Album Review : Kanye West - Ye (2018)

Listen to Ye here

Kanye West had a rough year. After having a quite mediatized meltdown during a show in late 2016, he was institutionalized and subsequently disappeared from the public eye. He was ridiculed for taking weight when a photo of him emerged, despite it being a rare snapshot of him smiling. It didn't go much better when he announce his comeback on Twitter, six weeks ago or so. Kanye antagonized the media and previously loyal fans by making disconnected and incendiary political comments about Donald Trump and slavery. So, a lot was riding on his new album Ye being good (and mildly explicative of what's going on) in order to save his legacy.

And Kanye West did it again. Ye is not good, it's great and it gives us an earnest portrait of what's going on inside his head.

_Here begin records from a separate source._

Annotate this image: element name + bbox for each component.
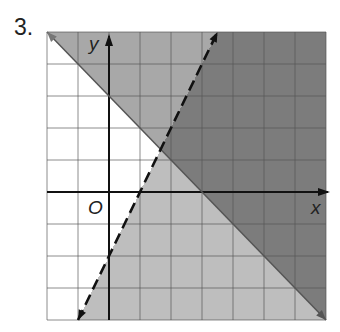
x-axis-label: x [310, 197, 322, 218]
y-axis-label: y [87, 33, 100, 54]
inequality-graph: yxO [0, 0, 340, 332]
origin-label: O [88, 197, 103, 218]
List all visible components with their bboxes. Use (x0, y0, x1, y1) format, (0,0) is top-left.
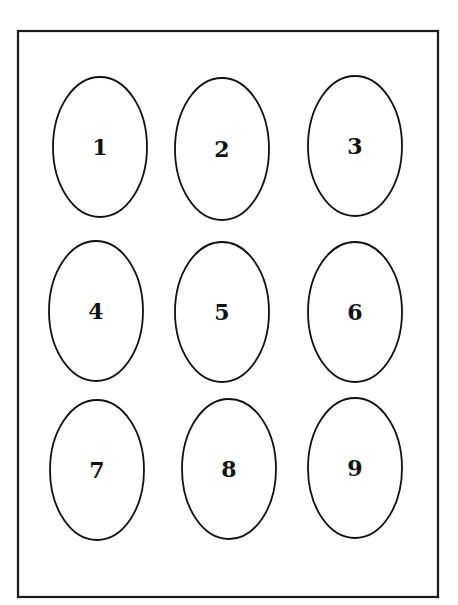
ellipse-number-label: 4 (88, 298, 103, 324)
ellipse-item-5: 5 (175, 242, 269, 382)
ellipse-number-label: 2 (214, 136, 229, 162)
ellipse-item-2: 2 (175, 78, 269, 220)
ellipse-item-8: 8 (182, 399, 276, 539)
ellipse-item-7: 7 (50, 400, 144, 540)
ellipse-number-label: 1 (92, 134, 107, 160)
ellipse-number-label: 3 (347, 133, 362, 159)
ellipse-number-label: 7 (89, 457, 104, 483)
ellipse-item-6: 6 (308, 242, 402, 382)
ellipse-item-9: 9 (308, 398, 402, 538)
ellipse-item-3: 3 (308, 76, 402, 216)
ellipse-number-label: 9 (347, 455, 362, 481)
ellipse-number-label: 8 (221, 456, 236, 482)
diagram-canvas: 123456789 (0, 0, 458, 605)
ellipse-item-1: 1 (53, 77, 147, 217)
ellipse-item-4: 4 (49, 241, 143, 381)
ellipse-grid: 123456789 (49, 76, 402, 540)
ellipse-number-label: 5 (214, 299, 229, 325)
ellipse-number-label: 6 (347, 299, 362, 325)
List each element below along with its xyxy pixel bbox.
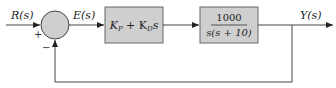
summing-junction: [41, 11, 69, 39]
plus-sign: +: [34, 29, 42, 40]
minus-sign: −: [42, 42, 50, 53]
plant-denominator: s(s + 10): [206, 27, 252, 38]
input-label: R(s): [10, 9, 34, 22]
plant-numerator: 1000: [216, 12, 241, 23]
block-diagram: R(s) + − E(s) KP + KDs 1000 s(s + 10) Y(…: [0, 0, 336, 88]
output-label: Y(s): [300, 9, 322, 22]
error-label: E(s): [72, 9, 95, 22]
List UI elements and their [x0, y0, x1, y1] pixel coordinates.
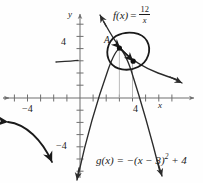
intersection-point-b — [131, 59, 136, 64]
x-axis-label: x — [158, 101, 162, 110]
hand-annotations-group — [8, 33, 149, 162]
curve-f-left-branch — [56, 60, 78, 62]
function-label-g: g(x) = −(x − 3)2 + 4 — [96, 153, 187, 166]
y-axis-label: y — [68, 10, 72, 19]
x-tick-label-neg4: −4 — [22, 104, 33, 114]
function-label-f-numerator: 12 — [139, 5, 150, 15]
function-label-f-denominator: x — [139, 15, 150, 24]
y-tick-label-4: 4 — [61, 37, 66, 47]
function-label-f: f(x)=12x — [113, 5, 150, 25]
function-label-g-suffix: + 4 — [168, 154, 186, 166]
curve-f-upper-arrow — [100, 15, 106, 26]
annotation-corner-curved-arrow — [8, 122, 52, 162]
function-label-f-equals: = — [130, 9, 136, 21]
x-tick-label-4: 4 — [133, 104, 138, 114]
curve-f-right-branch — [104, 22, 178, 80]
function-label-f-name: f(x) — [113, 9, 128, 21]
function-label-g-prefix: g(x) = −(x − 3) — [96, 154, 165, 166]
function-label-f-fraction: 12x — [139, 5, 150, 25]
y-tick-label-neg4: −4 — [56, 141, 67, 151]
point-label-a: A — [104, 36, 110, 46]
intersection-point-a — [117, 45, 122, 50]
curve-f-lower-arrow — [170, 77, 182, 83]
math-graph-figure: y x 4 −4 −4 4 A f(x)=12x g(x) = −(x − 3)… — [0, 0, 203, 183]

What's going on is that....well, Kanye West is bipolar, like he wrote on the album cover. And Ye's an album about his struggle with that condition. How it affects his family and artistic endeavors. On the opener I Thought About Killing  You, Kanye delivers a violent and disturbing monologue to an unspecified person that might be himself, his wife Kim Kardashian or even you on a loop of creepy angelic harmonies. It gradually evolves into a more conventional song where he raps about moments of great emotional distress. It's bare, off-putting and masterfully controlled, like he's remembering someone else's experience. 

Then, he turns it up a notch on Yikes, which is the most conventional rap banger on Ye and perhaps one of the darkest songs he's even written. His lyrics range from his trademark histrionic double entendres, to thoughts of him scaring himself, not recognizing his wife and being trapped in a hospital. Another dark highlight on Ye is Ghost Town, which openly talks about self-harm and the dangers associated with the manic invincibility feeling that comes with his condition. The song has a gorgeous, multilayered beat with soul samples, piano and twanging guitars that represents everything that's good about Kanye West's music. Songs like Ghost Town remind you it's Kanye that broke the mold of how to make hip-hop.

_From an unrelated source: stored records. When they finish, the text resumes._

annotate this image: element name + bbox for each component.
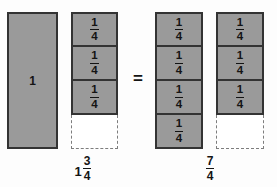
fraction-numerator: 1 bbox=[175, 84, 183, 97]
label-improper-fraction: 7 4 bbox=[170, 155, 250, 185]
quarter-cell: 1 4 bbox=[71, 81, 118, 115]
mixed-number: 1 3 4 bbox=[75, 155, 92, 182]
fraction-denominator: 4 bbox=[175, 63, 183, 77]
fraction-one-quarter: 1 4 bbox=[175, 84, 183, 110]
fraction-denominator: 4 bbox=[90, 29, 98, 43]
empty-quarter-cell bbox=[71, 115, 118, 149]
quarter-cell: 1 4 bbox=[216, 81, 264, 115]
whole-unit-label: 1 bbox=[29, 74, 36, 88]
whole-unit-rectangle: 1 bbox=[7, 12, 58, 149]
fraction-numerator: 1 bbox=[90, 84, 98, 97]
fraction-denominator: 4 bbox=[175, 29, 183, 43]
fraction-numerator: 1 bbox=[236, 50, 244, 63]
equals-sign: = bbox=[130, 70, 146, 86]
quarter-cell: 1 4 bbox=[71, 47, 118, 81]
fraction-denominator: 4 bbox=[236, 29, 244, 43]
fraction-numerator: 3 bbox=[83, 155, 92, 168]
fraction-numerator: 1 bbox=[236, 17, 244, 30]
fraction-one-quarter: 1 4 bbox=[236, 50, 244, 76]
column-right-quarters-a: 1 4 1 4 1 4 1 4 bbox=[155, 12, 203, 149]
label-mixed-number: 1 3 4 bbox=[43, 155, 123, 185]
fraction-denominator: 4 bbox=[90, 63, 98, 77]
fraction-numerator: 1 bbox=[175, 118, 183, 131]
fraction-denominator: 4 bbox=[236, 97, 244, 111]
fraction-one-quarter: 1 4 bbox=[236, 84, 244, 110]
fraction-one-quarter: 1 4 bbox=[175, 118, 183, 144]
fraction-numerator: 1 bbox=[236, 84, 244, 97]
fraction-diagram: 1 1 4 1 4 1 4 = 1 bbox=[0, 0, 277, 187]
fraction-numerator: 7 bbox=[206, 155, 215, 168]
fraction-numerator: 1 bbox=[175, 17, 183, 30]
column-whole-unit: 1 bbox=[7, 12, 58, 149]
mixed-number-fraction: 3 4 bbox=[83, 155, 92, 182]
quarter-cell: 1 4 bbox=[155, 47, 203, 81]
fraction-denominator: 4 bbox=[236, 63, 244, 77]
fraction-denominator: 4 bbox=[206, 168, 215, 182]
fraction-one-quarter: 1 4 bbox=[236, 17, 244, 43]
fraction-one-quarter: 1 4 bbox=[175, 50, 183, 76]
column-left-quarters: 1 4 1 4 1 4 bbox=[71, 12, 118, 149]
quarter-cell: 1 4 bbox=[155, 12, 203, 47]
improper-fraction: 7 4 bbox=[206, 155, 215, 182]
fraction-one-quarter: 1 4 bbox=[90, 84, 98, 110]
fraction-numerator: 1 bbox=[90, 17, 98, 30]
fraction-denominator: 4 bbox=[90, 97, 98, 111]
fraction-one-quarter: 1 4 bbox=[90, 50, 98, 76]
quarter-cell: 1 4 bbox=[155, 81, 203, 115]
fraction-denominator: 4 bbox=[175, 97, 183, 111]
fraction-numerator: 1 bbox=[175, 50, 183, 63]
quarter-cell: 1 4 bbox=[155, 115, 203, 149]
quarter-cell: 1 4 bbox=[71, 12, 118, 47]
column-right-quarters-b: 1 4 1 4 1 4 bbox=[216, 12, 264, 149]
mixed-number-whole-part: 1 bbox=[75, 165, 83, 178]
fraction-one-quarter: 1 4 bbox=[175, 17, 183, 43]
fraction-denominator: 4 bbox=[175, 131, 183, 145]
fraction-denominator: 4 bbox=[83, 168, 92, 182]
empty-quarter-cell bbox=[216, 115, 264, 149]
quarter-cell: 1 4 bbox=[216, 47, 264, 81]
fraction-numerator: 1 bbox=[90, 50, 98, 63]
fraction-one-quarter: 1 4 bbox=[90, 17, 98, 43]
quarter-cell: 1 4 bbox=[216, 12, 264, 47]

What makes Ye such a unique and interesting album is how raw and unguarded it is. On the song Wouldn't Leave, he addresses the TMZ slavery comments and what seems to be a subsequent panic attack by Kim Kardashian. He offered her to leave at that moment and she chose not to. So, Wouldn't Leave is a "thank you" song, I guess? From a Kanye that's used to abandonment and can't believe someone would put up with his shit, let alone his wife. Family is another theme that's important on Ye. It's on No Mistakes and Violent Crimes, Kanye West is visibly proud of what he built with Kim Kardashian and such a bare and honest testimony really confronts whatever shitty opinion people can have about them.

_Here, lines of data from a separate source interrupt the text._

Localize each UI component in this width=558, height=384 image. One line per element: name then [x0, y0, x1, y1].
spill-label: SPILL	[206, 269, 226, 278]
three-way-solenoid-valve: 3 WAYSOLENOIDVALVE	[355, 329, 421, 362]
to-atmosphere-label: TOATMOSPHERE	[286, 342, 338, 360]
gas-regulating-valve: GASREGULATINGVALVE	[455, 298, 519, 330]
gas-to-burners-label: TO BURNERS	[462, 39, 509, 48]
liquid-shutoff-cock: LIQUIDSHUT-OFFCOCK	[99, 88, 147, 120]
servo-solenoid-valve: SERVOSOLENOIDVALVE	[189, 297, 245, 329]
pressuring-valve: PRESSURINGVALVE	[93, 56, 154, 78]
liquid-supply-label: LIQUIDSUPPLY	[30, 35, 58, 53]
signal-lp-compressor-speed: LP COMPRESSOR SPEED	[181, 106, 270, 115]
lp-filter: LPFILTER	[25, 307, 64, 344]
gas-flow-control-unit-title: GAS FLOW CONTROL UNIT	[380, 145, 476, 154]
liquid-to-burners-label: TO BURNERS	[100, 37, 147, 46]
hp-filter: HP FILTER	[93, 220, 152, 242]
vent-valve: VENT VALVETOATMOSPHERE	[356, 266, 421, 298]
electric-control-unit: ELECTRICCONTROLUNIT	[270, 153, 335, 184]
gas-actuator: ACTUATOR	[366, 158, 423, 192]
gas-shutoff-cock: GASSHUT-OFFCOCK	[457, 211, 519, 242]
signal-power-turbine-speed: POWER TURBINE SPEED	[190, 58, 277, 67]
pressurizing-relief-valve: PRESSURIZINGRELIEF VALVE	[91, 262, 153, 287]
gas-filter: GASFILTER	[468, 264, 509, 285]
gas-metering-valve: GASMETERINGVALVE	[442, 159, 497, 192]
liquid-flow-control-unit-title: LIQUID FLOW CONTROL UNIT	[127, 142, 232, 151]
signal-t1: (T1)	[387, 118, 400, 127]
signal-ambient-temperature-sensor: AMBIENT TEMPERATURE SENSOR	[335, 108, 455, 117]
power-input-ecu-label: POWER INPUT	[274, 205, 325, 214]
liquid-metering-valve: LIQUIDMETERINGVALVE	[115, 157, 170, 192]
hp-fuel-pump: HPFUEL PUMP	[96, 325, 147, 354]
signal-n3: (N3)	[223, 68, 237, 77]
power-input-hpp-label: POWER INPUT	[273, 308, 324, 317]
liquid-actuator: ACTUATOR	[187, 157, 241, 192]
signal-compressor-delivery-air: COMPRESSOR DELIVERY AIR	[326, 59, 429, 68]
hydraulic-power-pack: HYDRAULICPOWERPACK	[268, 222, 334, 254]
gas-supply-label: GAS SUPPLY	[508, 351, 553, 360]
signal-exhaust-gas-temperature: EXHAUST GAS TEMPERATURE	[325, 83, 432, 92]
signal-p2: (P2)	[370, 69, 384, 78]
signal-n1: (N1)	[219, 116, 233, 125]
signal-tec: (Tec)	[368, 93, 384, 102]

Although he can be irresponsible and infuriating sometimes, we need to appreciate Kanye West a little better. He is one of our last true mainstream subversive artists, who doesn't necessarily cares about pleasing you. The music he makes is the music he makes and it's up to you to give it a meaning for yourself. It doesn't have any corporate label strings attached to it. Ye is as short, simple and earnest as Kanye West's ever been in his career. It's an attempt at finding balance between the extremes that defined him all these years, but almost destroyed him. There's a lot to like about it and a lot to come back to.